And then another amusingly dismal event

The General and Extraordinary Cortes of the Portuguese Nation that aproved the first Constitution (Wikipedia)

So September 15 is the anniversary of the “Constitutionalist revolution” in Portugal in 1820. I was trying to make sense of the story but in the end it simply confirmed the aphorism of Sébastian-Roch Nicolas Chamfort that “Only the history of free peoples merits our attention; that of men under despotisms is simply a collection of anecdotes.” And I suppose he would know, being secretary to Louis XVI’s sister and the Jacobin club.

See, Portugal was invaded during the Napoleonic Wars and moved its capital to Rio de Janeiro as well as becoming a British protectorate. And the British seem to have tried to instil liberal ideas while King John VI was far away. As for the king, he apparently hadn’t been much interested in public affairs as opposed to, say, hunting, until his brother died of smallpox and he became heir apparent in 1788 then regent in 1799 when his mother went mad. But he did like running things totally himself.

He came back to Portugal and sort of put up with the liberal constitution imposed by the army on an illiterate peasantry who had no idea what was even going on and nobles and clergy who knew but hated it. So in 1823 a counterrevolution imposed absolutism, which the king put up with, suspending the liberal 1822 constitution and instead promising “personal security, property and jobs”. Oh. That again.

It wasn’t good enough for the hardliners including his own wife, Carlota Joaquina de Borbón, a very nasty piece of work by all accounts who loved the absolutism of her native Spain and despised everything about her husband including his manners.

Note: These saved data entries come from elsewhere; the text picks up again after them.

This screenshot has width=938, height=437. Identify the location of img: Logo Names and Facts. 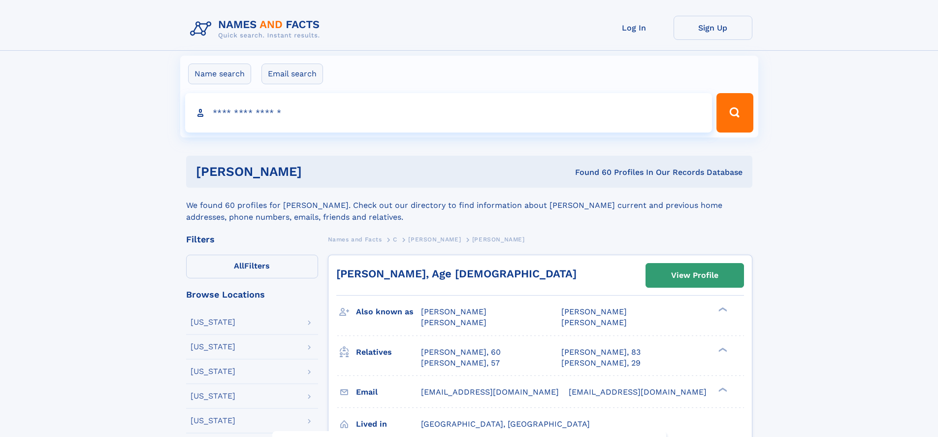
(257, 29).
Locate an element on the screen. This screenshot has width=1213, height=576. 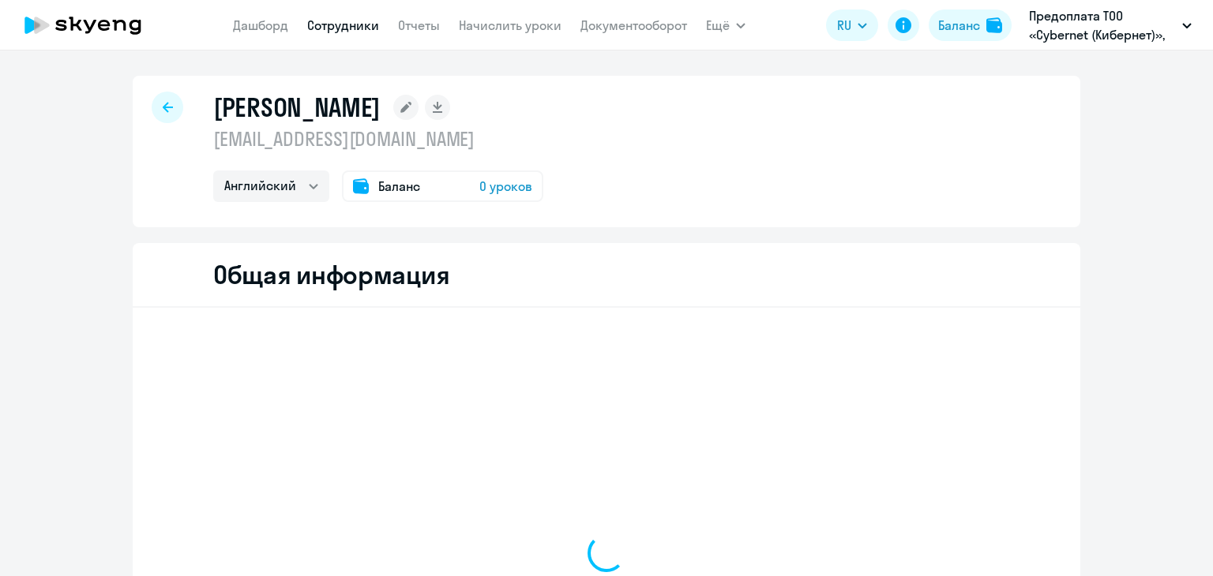
a: Отчеты is located at coordinates (418, 25).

She conspired with their son Michael to force the king off the throne, which failed, conspired again and got exiled, and then in 1826 John died, possibly of arsenic poisoning.

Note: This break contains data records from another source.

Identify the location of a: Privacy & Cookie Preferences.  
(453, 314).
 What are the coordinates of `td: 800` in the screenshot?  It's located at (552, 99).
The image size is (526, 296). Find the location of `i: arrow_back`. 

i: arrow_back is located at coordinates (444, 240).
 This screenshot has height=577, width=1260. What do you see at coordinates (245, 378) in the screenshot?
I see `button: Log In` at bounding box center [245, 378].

Well, I could go on and on. In fact it may feel that I already did. But the point is there’s really no story here, just anecdotes about the dismal result of political maneuvering in a nation without a tradition of liberty even when some of that maneuvering aims to create such a tradition. After a civil war lasting from 1828 to 1834 Portugal got a constitutional monarchy of sorts, but it presided over instability and coups until the early 20th century when they got a republic and more instability and civil war then dictatorship.

Only in the 1970s did Portugal somehow cast off this dismal succession of anecdotes and via a military coup get something resembling democracy though with 25 governments between 1974 and 2014 and enormous economic problems there’s still far too much anecdote here about human frailty and far too little story of the sort one genuinely does find in the Anglosphere.

So if you have it, cherish it. And if you don’t, do all you can to get it against long odds.